Here’s an illustration of what happens:
Put into words:
Marital distress (or any stress) —>
Elevates levels of adrenaline and cortisol —>
Which creates changes in the composition of our microbiome (for example it can increases the amount of bacteria 10,000 fold and make harmful bacteria more potent) —
Plus it loosens right junctions between out gut cells, creating a “leaky gut,” which is associated with IBS and other chronic health conditions—>
Bacteria sneak through openings between gut cells. They move from intestines into our blood, where they don’t belong! —>
Body registers bacteria in the blood. Signals danger! —>
Triggers immune response, e.g. pro-inflammatory signals like LBP (LPS-binding protein) —>
This wakes up more pro-inflammatory chemicals in a pro-inflammatory cascade, where one triggers another with no “shut-off” valve —>
The inflammation further damages gut tissue, leading to even more leaky gut damage and —>
Over time, chronic, low-grade inflammation sets in all over the body....which leads to lots of negative health consequences.
So, what can you do to prevent or reverse chronic inflammation? I’ll save the details for future blog posts, but here’s a quick sneak peak:
Physical activity: When you exercise, you productively use up any excess cortisol and adrenaline that other stressors may have triggered. If these hormones don’t hang around in the body, they can’t cause as much trouble. Like teenagers: they need something to do. Plus, there are a hundred other reasons why physical activity keeps us well.
Mind-body techniques, such as meditation, breathwork, biofeedback, and techniques to ensure healthy heart-rate variability: The core mechanism of these evidence-based modalities is that they reduce stress, which means less stress hormones in the body.
Eat Plants: As I explain in my book, plant-foods (veggies, fruits, nuts, seeds, legumes and especially herbs and spices) are the most concentrated sources of anti-inflammatory chemicals that we have at our disposal. These phytochemicals directly talk to our bodies’ inflammatory chemicals. They turn down pro-inflammatory signals and they turn up anti-inflammatory signals. Plants therefore help “tip the scale” back towards an anti-inflammatory state, even when other stressors are present.

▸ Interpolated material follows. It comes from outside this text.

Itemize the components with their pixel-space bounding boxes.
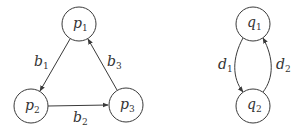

To see the study referenced here, click this link: Marital distress, depression, and a leaky gut: Translocation of bacterial endotoxin as a pathway to inflammation (Kiecolt-Glaser, J. K. et al, 2018)
And to learn how inflammation impacts children, check out Harvard University’s Center for the Developing Child: What Is Inflammation? And Why Does it Matter for Child Development?